People v. Wilson

*374Judgment, Supreme Court, New York County (Bruce Allen, J.), rendered October 4, 2002, convicting defendant, after a jury trial, of gang assault in the second degree and criminal possession of a controlled substance in the second and third degrees, and sentencing him, as a second felony offender, to an aggregate term of eight years to life, unanimously affirmed.

The court properly denied defendant’s suppression motion. There is no basis for disturbing the court’s credibility determinations, which are supported by the record (see People v Prochilo, 41 NY2d 759, 761 [1977]). After arresting defendant for assaulting an employee of the garage at which defendant had parked a car, and after the garage staff refused to take responsibility for the car and requested that it be removed, the police lawfully impounded the car, ultimately resulting in the lawful recovery of drugs (see Colorado v Bertine, 479 US 367, 372, 375-376 [1987]). The police had, at the very least, reason to believe that the car was no longer licensed to remain in the garage, and they knew there was no one present to drive it away. Moreover, defendant himself expressed concern about the car, and when the police replied that they were impounding the car, defendant neither objected nor suggested an alternative.

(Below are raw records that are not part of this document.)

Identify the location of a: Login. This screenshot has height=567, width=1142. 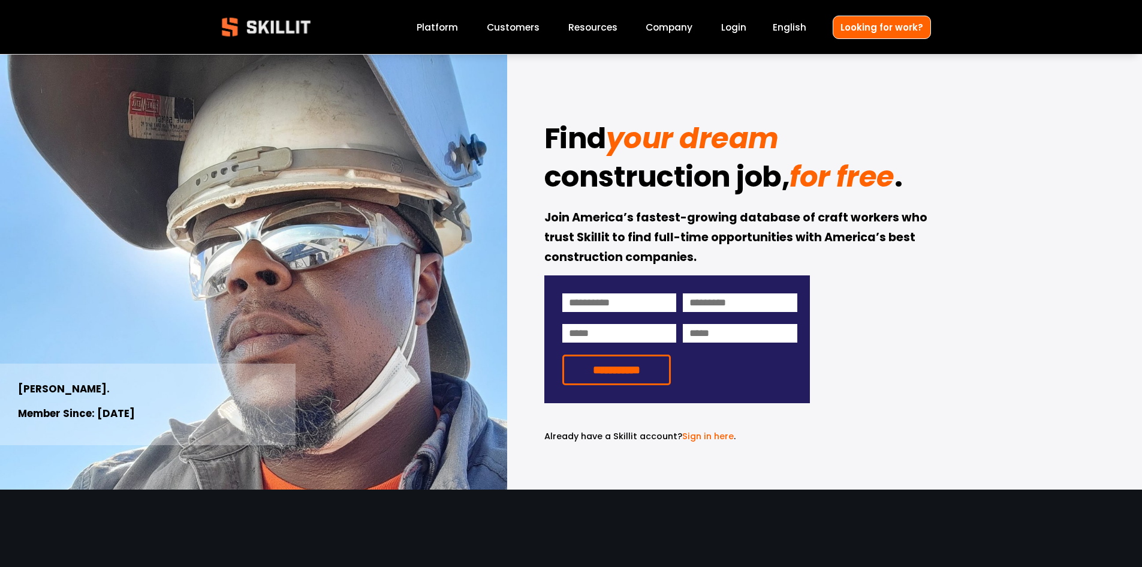
(734, 27).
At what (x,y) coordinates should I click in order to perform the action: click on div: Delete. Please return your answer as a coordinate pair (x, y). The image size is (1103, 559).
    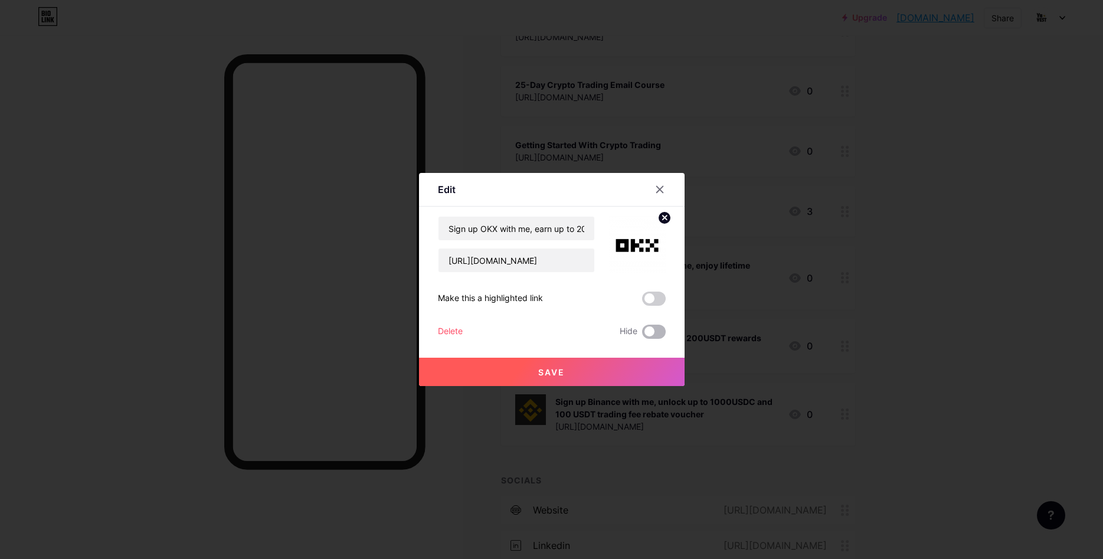
    Looking at the image, I should click on (450, 332).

We have considered and rejected defendant’s remaining arguments on the suppression issue.

Defendant’s ineffective assistance of counsel claim is unreviewable on direct appeal because it primarily involves factual assertions outside the record involving matters of strategy, trial preparation and evidence-gathering, as well as matters turning on the contents of unrecorded sidebar colloquies (see People v Rivera, 71 NY2d 705, 709 [1988]; People v Love, 57 NY2d 998 [1982]). To the extent the existing record permits review, it establishes that defendant received effective assistance under the state and federal standards (see People v Benevento, 91 NY2d 708, 713-714 [1998]; see also Strickland v Washington, 466 US 668 [1984]). There is no indication that any of trial counsel’s alleged omissions would have affected the verdict.

Defendant’s remaining contentions are unpreserved and we decline to review them in the interest of justice. Were we to review these claims, we would reject them. Concur—Mazzarelli, J.P., Friedman, Marlow and Nardelli, JJ.